Seen in context, it becomes likely that Adams was echoing Burke intentionally when he warned against “avarice, ambition [and] revenge” as the forces that could rip apart our Constitution.

It also throws reflected light on the inclusion of “galantry” as one of the worrisome traits that must be protected against. Perhaps, Adams was thinking of the dandies of the French Revolution and was implicitly condemning those who dress up in the finery of noble ideals only to slit your throat at an opportune moment — and it should be noted, having their own throats slit (via the guillotine) just a few months later.

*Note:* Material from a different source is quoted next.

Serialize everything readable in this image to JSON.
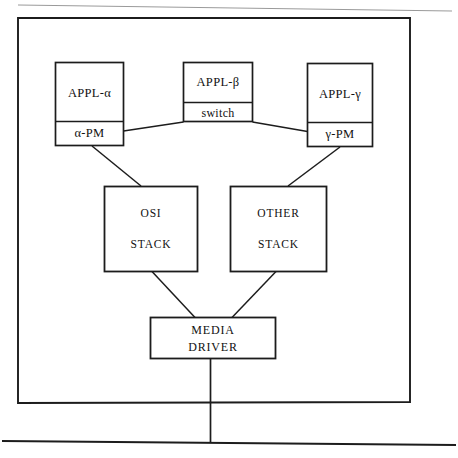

Click Here to Buy Your PRO TRUMP GEAR

Let the politically correct beware.


READ MORE

Heartland Diary is solely operated by Frank Miele, the retired editor of the Daily Inter Lake in Kalispell, Montana. If you enjoy reading these daily essays, I hope you will consider purchasing one of my books. They are available through the following Amazon links. My new book is “How We Got Here: The Left’s Assault on the Constitution” and is now available in paperback and as an eBook. It is 536 pages long and chock full of research on the progressive movement and the patriotic heroes who have fought against it. My earlier books include “The Media Matrix: What if everything you know is fake?” and the “Why We Needed Trump” trilogy. Part 1 is subtitled “Bush’s Global Failure: Half Right.” Part 2 is “Obama’s Fundamental Transformation: Far Left.” Part 3 is “Trump’s American Vision: Just Right.” As an Amazon Associate, I may earn referral fees for qualifying purchases through links on my website. Also consider subscribing to Heartland Diary on YouTube by clicking here for News Every Conservative Can Use. My goal is to reach 1,000 subscribers.